Disclaimer: I am not a broker, dealer, investment advisor, physician, theologian or prophet.  I should not be considered as legally permitted to render such advice!
User avatar
MachineGhost
Executive Member
Executive Member
Posts: 10054
Joined: Sat Nov 12, 2011 9:31 am

Re: The Money Supply Is Piling Up

Post by MachineGhost »

moda0306 wrote: Nobody is saying debt doesn't matter.  It's simply that it has to be looked at in context of what it really is.  Monetary Realism is mainly a description of our monetary system.  It's just that many people that see these mechanics for what they are agree that QE is pretty useless in a balance sheet recession because it doesn't improve balance sheets.
Au contraire!  QE is improving the mortgagee's balance sheets, just not the mortgagor's.  A similar situation occured in the early 1990's after Black Monday and the S&L crisis.  It took about four years to repair the bank's balance sheets until the stock market finally bottomed in April 1994 with Netscape's IPO later that year kicking off the tech bubble.  There was also the RTC, the Gulf War, the Pound/EMU implosion and the Bond Market Apocalypse of 1994.  The difference between now and all those spooky events is the mortgagor wasn't hobbled in the knees.

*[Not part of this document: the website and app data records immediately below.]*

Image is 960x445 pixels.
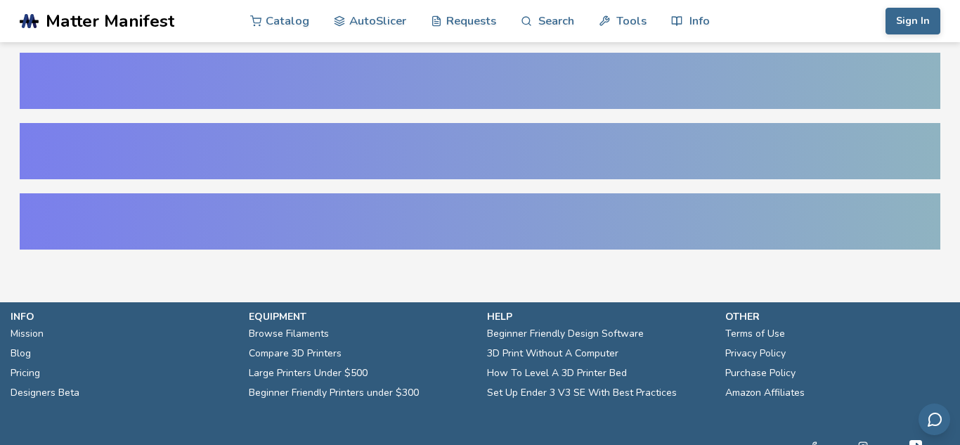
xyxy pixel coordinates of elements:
[487,344,618,363] a: 3D Print Without A Computer
[46,11,174,31] span: Matter Manifest
[487,363,627,383] a: How To Level A 3D Printer Bed
[725,324,785,344] a: Terms of Use
[11,383,79,403] a: Designers Beta
[725,383,804,403] a: Amazon Affiliates
[487,324,643,344] a: Beginner Friendly Design Software
[11,344,31,363] a: Blog
[249,363,367,383] a: Large Printers Under $500
[487,383,676,403] a: Set Up Ender 3 V3 SE With Best Practices
[725,309,949,324] p: other
[249,309,473,324] p: equipment
[725,363,795,383] a: Purchase Policy
[11,324,44,344] a: Mission
[249,344,341,363] a: Compare 3D Printers
[11,363,40,383] a: Pricing
[725,344,785,363] a: Privacy Policy
[249,383,419,403] a: Beginner Friendly Printers under $300
[918,403,950,435] button: Send feedback via email
[249,324,329,344] a: Browse Filaments
[885,8,940,34] button: Sign In
[487,309,711,324] p: help
[11,309,235,324] p: info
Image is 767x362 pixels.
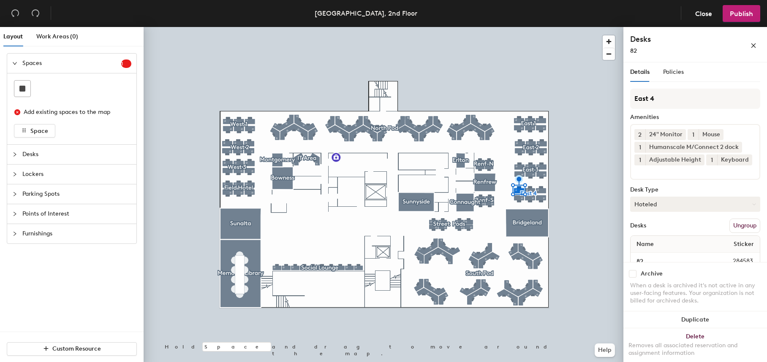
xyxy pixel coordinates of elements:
[121,61,131,67] span: 1
[632,255,712,267] input: Unnamed desk
[12,212,17,217] span: collapsed
[722,5,760,22] button: Publish
[36,33,78,40] span: Work Areas (0)
[630,68,649,76] span: Details
[22,184,131,204] span: Parking Spots
[706,155,717,165] button: 1
[7,342,137,356] button: Custom Resource
[121,60,131,68] sup: 1
[712,257,758,266] span: 284583
[729,219,760,233] button: Ungroup
[11,9,19,17] span: undo
[22,165,131,184] span: Lockers
[12,192,17,197] span: collapsed
[3,33,23,40] span: Layout
[645,129,686,140] div: 24" Monitor
[730,10,753,18] span: Publish
[12,172,17,177] span: collapsed
[630,197,760,212] button: Hoteled
[663,68,684,76] span: Policies
[628,342,762,357] div: Removes all associated reservation and assignment information
[594,344,615,357] button: Help
[14,124,55,138] button: Space
[52,345,101,353] span: Custom Resource
[634,142,645,153] button: 1
[22,204,131,224] span: Points of Interest
[698,129,723,140] div: Mouse
[688,5,719,22] button: Close
[623,312,767,328] button: Duplicate
[638,130,641,139] span: 2
[22,145,131,164] span: Desks
[630,282,760,305] div: When a desk is archived it's not active in any user-facing features. Your organization is not bil...
[630,187,760,193] div: Desk Type
[12,61,17,66] span: expanded
[639,143,641,152] span: 1
[640,271,662,277] div: Archive
[645,142,742,153] div: Humanscale M/Connect 2 dock
[711,156,713,165] span: 1
[687,129,698,140] button: 1
[22,54,121,73] span: Spaces
[750,43,756,49] span: close
[630,222,646,229] div: Desks
[630,47,637,54] span: 82
[24,108,124,117] div: Add existing spaces to the map
[12,231,17,236] span: collapsed
[717,155,752,165] div: Keyboard
[729,237,758,252] span: Sticker
[315,8,417,19] div: [GEOGRAPHIC_DATA], 2nd Floor
[634,129,645,140] button: 2
[14,109,20,115] span: close-circle
[27,5,44,22] button: Redo (⌘ + ⇧ + Z)
[630,34,723,45] h4: Desks
[634,155,645,165] button: 1
[692,130,694,139] span: 1
[12,152,17,157] span: collapsed
[695,10,712,18] span: Close
[632,237,658,252] span: Name
[639,156,641,165] span: 1
[22,224,131,244] span: Furnishings
[7,5,24,22] button: Undo (⌘ + Z)
[630,114,760,121] div: Amenities
[645,155,704,165] div: Adjustable Height
[30,127,48,135] span: Space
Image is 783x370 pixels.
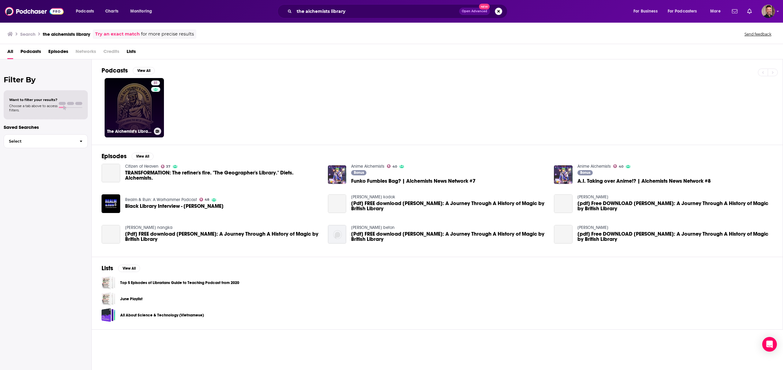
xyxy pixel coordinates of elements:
[479,4,490,9] span: New
[205,198,209,201] span: 48
[459,8,490,15] button: Open AdvancedNew
[130,7,152,16] span: Monitoring
[554,194,573,213] a: [pdf] Free DOWNLOAD Harry Potter: A Journey Through A History of Magic by British Library
[125,231,321,242] span: [Pdf] FREE download [PERSON_NAME]: A Journey Through A History of Magic by British Library
[107,129,151,134] h3: The Alchemist's Library
[126,6,160,16] button: open menu
[4,134,88,148] button: Select
[102,264,140,272] a: ListsView All
[328,194,347,213] a: [Pdf] FREE download Harry Potter: A Journey Through A History of Magic by British Library
[351,225,395,230] a: mangan beton
[199,198,210,201] a: 48
[4,139,75,143] span: Select
[4,124,88,130] p: Saved Searches
[354,171,364,174] span: Bonus
[554,225,573,244] a: [pdf] Free DOWNLOAD Harry Potter: A Journey Through A History of Magic by British Library
[351,231,547,242] span: [Pdf] FREE download [PERSON_NAME]: A Journey Through A History of Magic by British Library
[328,225,347,244] img: [Pdf] FREE download Harry Potter: A Journey Through A History of Magic by British Library
[762,5,775,18] img: User Profile
[554,165,573,184] img: A.I. Taking over Anime!? | Alchemists News Network #8
[578,231,773,242] span: [pdf] Free DOWNLOAD [PERSON_NAME]: A Journey Through A History of Magic by British Library
[668,7,697,16] span: For Podcasters
[9,104,58,112] span: Choose a tab above to access filters.
[125,203,224,209] a: Black Library Interview - Robbie MacNiven
[102,276,115,289] a: Top 5 Episodes of Librarians Guide to Teaching Podcast from 2020
[745,6,754,17] a: Show notifications dropdown
[20,47,41,59] a: Podcasts
[578,164,611,169] a: Anime Alchemists
[294,6,459,16] input: Search podcasts, credits, & more...
[154,80,158,86] span: 31
[351,194,395,199] a: mangan kodok
[578,194,609,199] a: Heath Atwood
[102,164,120,182] a: TRANSFORMATION: The refiner's fire. "The Geographer's Library." Diets. Alchemists.
[20,31,35,37] h3: Search
[578,178,711,184] a: A.I. Taking over Anime!? | Alchemists News Network #8
[120,312,204,319] a: All About Science & Technology (Vietnamese)
[125,203,224,209] span: Black Library Interview - [PERSON_NAME]
[5,6,64,17] a: Podchaser - Follow, Share and Rate Podcasts
[706,6,728,16] button: open menu
[133,67,155,74] button: View All
[351,178,476,184] a: Funko Fumbles Bag? | Alchemists News Network #7
[387,164,397,168] a: 40
[102,194,120,213] img: Black Library Interview - Robbie MacNiven
[151,80,160,85] a: 31
[743,32,773,37] button: Send feedback
[730,6,740,17] a: Show notifications dropdown
[7,47,13,59] a: All
[72,6,102,16] button: open menu
[166,165,170,168] span: 37
[102,67,155,74] a: PodcastsView All
[351,231,547,242] a: [Pdf] FREE download Harry Potter: A Journey Through A History of Magic by British Library
[283,4,513,18] div: Search podcasts, credits, & more...
[102,152,127,160] h2: Episodes
[9,98,58,102] span: Want to filter your results?
[118,265,140,272] button: View All
[161,165,171,168] a: 37
[351,201,547,211] span: [Pdf] FREE download [PERSON_NAME]: A Journey Through A History of Magic by British Library
[762,5,775,18] button: Show profile menu
[578,201,773,211] a: [pdf] Free DOWNLOAD Harry Potter: A Journey Through A History of Magic by British Library
[664,6,706,16] button: open menu
[120,296,143,302] a: June Playlist
[43,31,90,37] h3: the alchemists library
[578,231,773,242] a: [pdf] Free DOWNLOAD Harry Potter: A Journey Through A History of Magic by British Library
[95,31,140,38] a: Try an exact match
[102,67,128,74] h2: Podcasts
[351,201,547,211] a: [Pdf] FREE download Harry Potter: A Journey Through A History of Magic by British Library
[762,5,775,18] span: Logged in as benmcconaghy
[120,279,239,286] a: Top 5 Episodes of Librarians Guide to Teaching Podcast from 2020
[127,47,136,59] a: Lists
[48,47,68,59] a: Episodes
[101,6,122,16] a: Charts
[125,197,197,202] a: Realm & Ruin: A Warhammer Podcast
[105,7,118,16] span: Charts
[4,75,88,84] h2: Filter By
[132,153,154,160] button: View All
[125,231,321,242] a: [Pdf] FREE download Harry Potter: A Journey Through A History of Magic by British Library
[762,337,777,352] div: Open Intercom Messenger
[102,308,115,322] a: All About Science & Technology (Vietnamese)
[629,6,665,16] button: open menu
[125,225,173,230] a: mangan nangka
[125,170,321,181] a: TRANSFORMATION: The refiner's fire. "The Geographer's Library." Diets. Alchemists.
[76,47,96,59] span: Networks
[578,201,773,211] span: [pdf] Free DOWNLOAD [PERSON_NAME]: A Journey Through A History of Magic by British Library
[328,165,347,184] img: Funko Fumbles Bag? | Alchemists News Network #7
[105,78,164,137] a: 31The Alchemist's Library
[634,7,658,16] span: For Business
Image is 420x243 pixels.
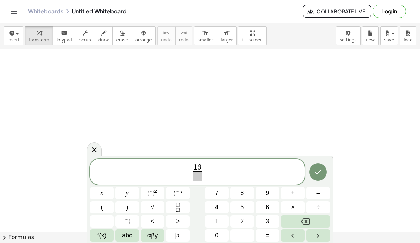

Basically, we have stupider idiots in Congress now than back before Clinton won the Presidency.
Last edited by MachineGhost on Mon Mar 11, 2013 9:34 pm, edited 1 time in total.
"All generous minds have a horror of what are commonly called 'Facts'. They are the brute beasts of the intellectual domain." -- Thomas Hobbes

Disclaimer: I am not a broker, dealer, investment advisor, physician, theologian or prophet.  I should not be considered as legally permitted to render such advice!
User avatar
Kriegsspiel
Executive Member
Executive Member
Posts: 4052
Joined: Sun Sep 16, 2012 5:28 pm

Re: The Money Supply Is Piling Up

Post by Kriegsspiel »

moda0306 wrote:
Yes, peoples' behavior can be irratic in groups.  However, it's peoples' irratic behavior in large groups that macroeconomics seeks to understand, and micro-pundits just extrapolate micro behaviors to that of the whole.  Do they get it right all the time?  Hell no.  But the government, especially at the federal level, has to operate strategically knowing what they say or do is working mostly in a closed system.  For instance, if I know someone in a city that's going to get wiped out by a hurricane, but nobody else knows, the best way for me to solve my problem is to call that person and tell them to get out of the city as fast as they can.  When government warns citizens of a hurricane, though, they have to work within a system that will behave much differently than one guy driving 90 mph to get out of the city.

For the any government to make public policy decisions based on open-system behavioral predictions is just plain stupid.  Can closed-system behaviors be difficult to predict with 100% accuracy?  Definitely.  But it's no excuse to just be dumb about it for the sake of being dumb.  During recessions, taxes should be cut, spending (at least on stuff government was going to do anyway (build roads, bridges, rail, buildings, park improvements, etc)) should increase, and interest rates on loans to businesses and individuals should naturally drop even if just a natural result of the supply/demand effects on a loanable funds model.
We just need Hari Seldon to help us out.
You there, Ephialtes. May you live forever.